Under the controlling Supreme Court precedent of Press Enterprise II and its progeny, government officials are required to have an overriding reason in order to restrict access and they must use the least restrictive means possible.

In their brief filed Wednesday, the Maine media argued that a court clerk’s desire to do clerical work before access is not an overriding reason. In addition, a non-restrictive alternative exists that allows the press to see new cases shortly after they are received through a simple software application.

The federal courts and many state courts provide access to new complaints and other documents as soon as they are filed — unlike Maine.

As the case was moving through the federal district court in Bangor, the media lawyers pointed to the 24-business-hour notice as a clear admission of delay. Not long afterwards, the court administrators stopped sending out the notices.

Instead, the director of the administrative office said the Maine Supreme Court’s goal is to limit the time it takes to process new cases to four hours. However, even if that aspirational goal were met, it would mean that all cases filed in the afternoon would be blacked out until the next day.

“Journalists have long had the ability — in Maine and elsewhere — to review and report on nonconfidential civil complaints the day they are submitted to court clerks, regardless of whether clerks have docketed or processed them,” said the media brief. “With the advent of e-filing, that began to change.”

Some state court clerks took the opportunity of the change in technology to hold back the new filings while they docketed or processed the new cases, refusing access until that work, which had no time limit, was finished.

"Because the vice of denying access until clerks find time to process, with no standard to govern when that occurs, is present with every complaint, this Court should ‘have no trouble concluding that the … [processing] requirement is overbroad’  Americans for Prosperity v. Bonta, 141 S. Ct. 2373, 2387 (July 1, 2021)," said the media lawyers addressing the appellate court.

“As the Supreme Court held two weeks before the ruling below, ‘the lack of tailoring to the State’s … goals is categorical — present in every case — as is the weakness of the State’s interest in administrative convenience,'" the brief added. 

The Maine media and Courthouse News are represented by Roger Myers and Rachel Matteo-Boehm with Bryan Cave, Jeffrey Pyle with Prince Lobel, Bernie Kubetz with Eaton Peabody and Sigmund Schutz with Preti Flaherty. The state officials are represented by Deputy Attorney General Thomas Knowlton.

In her contrasting decision in Vermont, Judge Reiss rejected the strain of First Amendment jurisprudence coming out of Maine and New Mexico that gives the clerks a certain amount of time during which they can black out the complaints, four hours in Maine and five hours in New Mexico.
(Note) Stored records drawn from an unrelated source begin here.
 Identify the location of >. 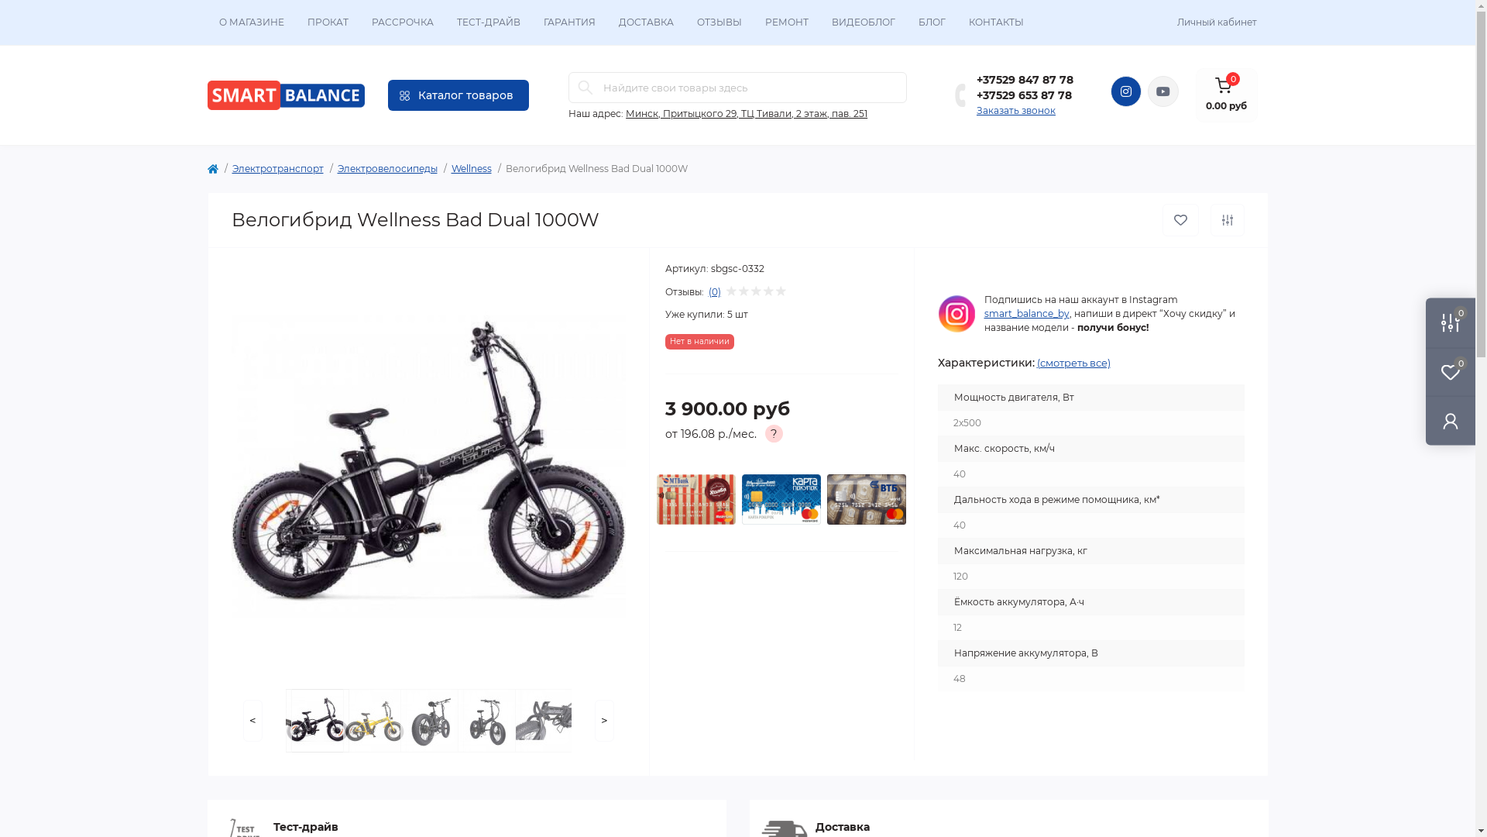
(604, 720).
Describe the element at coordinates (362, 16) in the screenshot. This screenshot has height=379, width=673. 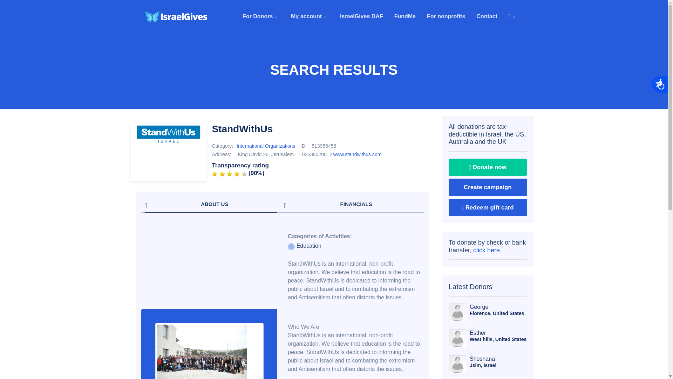
I see `IsraelGives DAF` at that location.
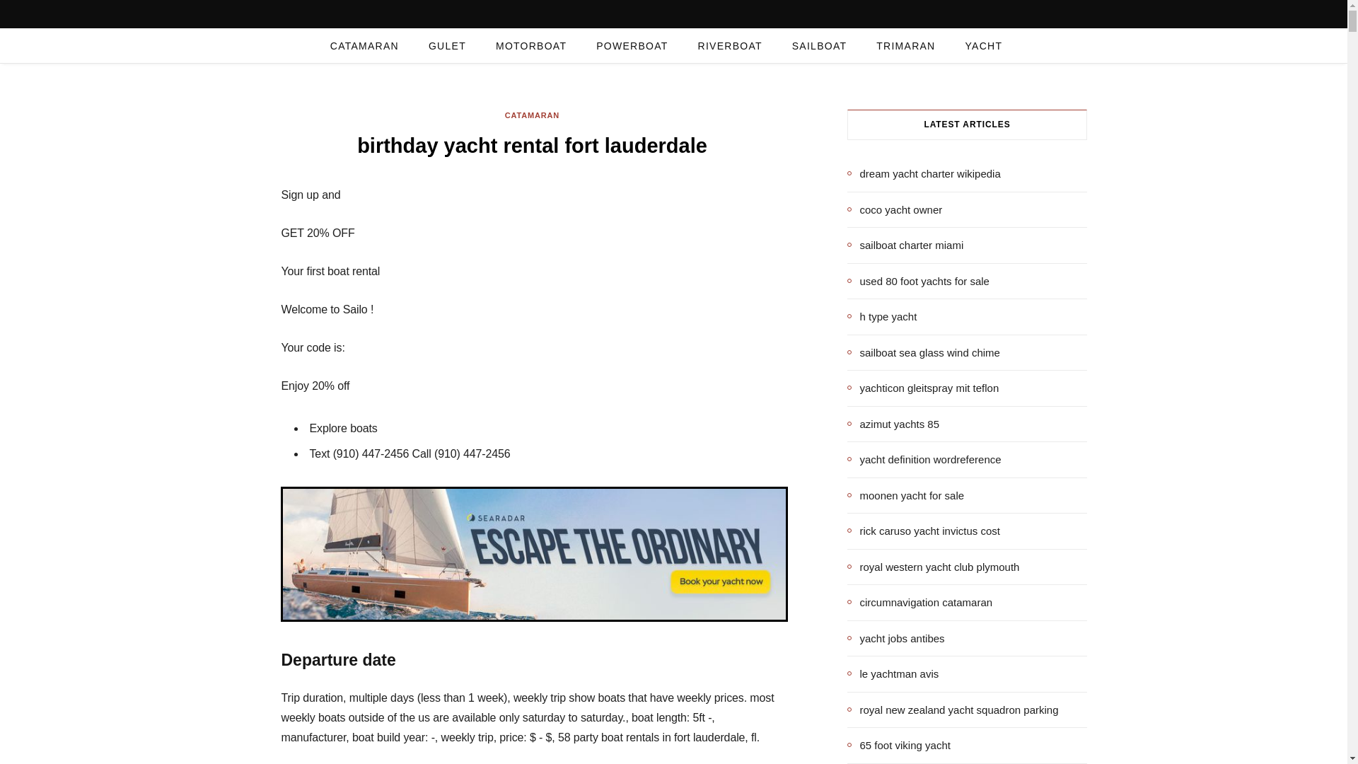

She rejected such “bright-line” rules and returned to the main line of constitutional analysis which says that any delay must be justified by an overriding reason combined with the least restrictive alternative.

Reiss wrote: “Although some courts have sought to impose a bright-line rule for permissible delay, here the focus must be on whether any delay is appropriate because any restriction on the First Amendment right of access must have ‘sufficient justification.’ As the Second Circuit has observed, when a governmental entity contends that the ‘limited denial of access’ is insubstantial, it ‘begs the question of whether there was a sufficient factual basis for denying access at all.’"

That ruling represented a slam-dunk defeat for Vermont Assistant Attorney General David Boyd whose reasoning was rejected at one point by the judge as “nonsensical.” He has yet to declare whether he will appeal the ruling to the Second Circuit Court of Appeal. The other states in that circuit, Connecticut and New York, already provide public access to all e-filed complaints as soon as they are received, as do the federal courts.